Whether performance art has been as absolutely central across the board as Goldberg believes is another matter. I’m not convinced about Pollock. Yes, Pollock painted on glass for the photographer Hans Namuth, but this destroyed their relationship and it is widely believed that it was painting for the photographer that had nagged at him, robbing him of his spontaneity and ending the greatest phase in his career. Also performance might have been crucial to Rauschenberg. But Jasper Johns?

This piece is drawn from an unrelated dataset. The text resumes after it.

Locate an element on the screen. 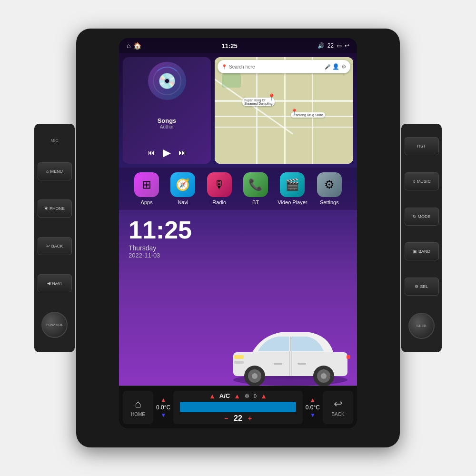  mode-button: ↻ MODE is located at coordinates (422, 217).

But the most unexpected artists can reveal an element of performance in their work. Damien Hirst has talked of “theatre.” Or Jeff Koons. And, by the way, there will be chocolate versions of Rabbit aka the Brancusi Bunny at Jennifer Rubell’ Futurist dinner. As a video at the Tate Modern’s Pop Life shows us a giant blow-up of Rabbit floated aloft during the 2005 Macy’s Thanksgiving Day parade in New York. And last year Rabbit, voiced by Kevin Spacey, trod the boards in Elmgreen & Dragset’s Drama Queens at the Old Vic.

So Goldberg’s case for the importance of performance to the art world seems unassailable. And its importance is increasing. “Performance moves on,” Goldberg says. “And I think there’s more of a need for it than ever now that we are in a total media society. We are so used to everything being so perfect.

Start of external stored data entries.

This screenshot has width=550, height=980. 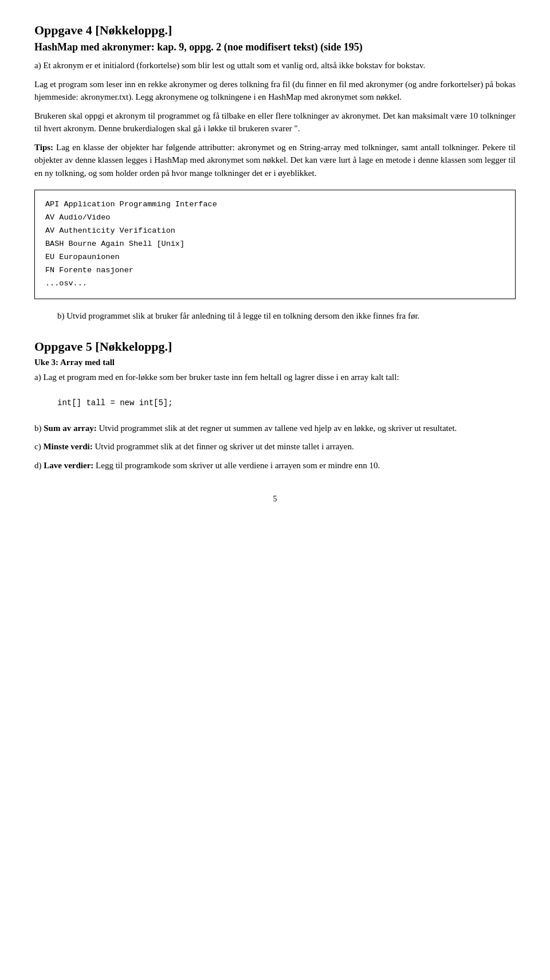 I want to click on page-number: 5, so click(x=275, y=499).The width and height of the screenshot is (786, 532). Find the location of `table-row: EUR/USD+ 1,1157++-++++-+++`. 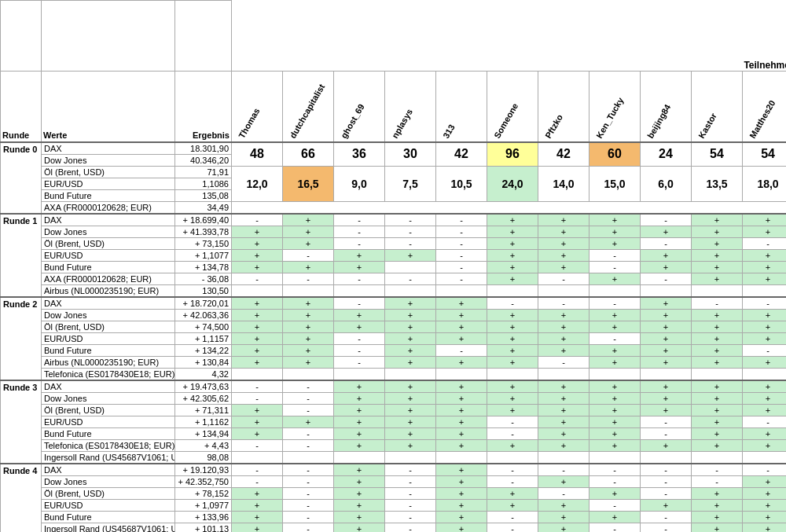

table-row: EUR/USD+ 1,1157++-++++-+++ is located at coordinates (394, 338).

“But with a live performance in the Performa mode, you are leaping into the unknown. There’s huge anticipation and a lot of anxiety. Because you don’t know if it’s going to work. It’s not entertainment. It’s experience.”

Anthony Haden-Guest

Performa 09
Various venues, New York
1-22 November

About the author

Anthony Haden-Guest
Anthony Haden-Guest is a writer, reporter and cartoonist. He has published in leading magazines in Britain and America, most recently in Esquire, the Financial Times, GQ (UK) and Britain's Observer Magazine. In 1979 he was awarded a New York Emmy for writing and narrating a documentary, The Affluent Immigrants (sometimes less politely known as Eurotrash) for PBS. His most recent books are True Colors: The Real Life of the Art World (Grove Atlantic), The Last Party: Studio 54, Disco and the Culture of the Night (William Morrow & Co,) and a book of cartoons, The Chronicles of Now (The Allworth Press). His website is: www.anthonyhadenguest.com. You can email him directly with your comments at anthonyhaden.guest@yahoo.co.uk.

One Comment

  1. Samuel Jones says:

    it has always been my dream to visit the event of the kind! unfortunately so far I managed just to read about it and watch several videos found by torrent SE I will definitely try to do my best and make this dream come true.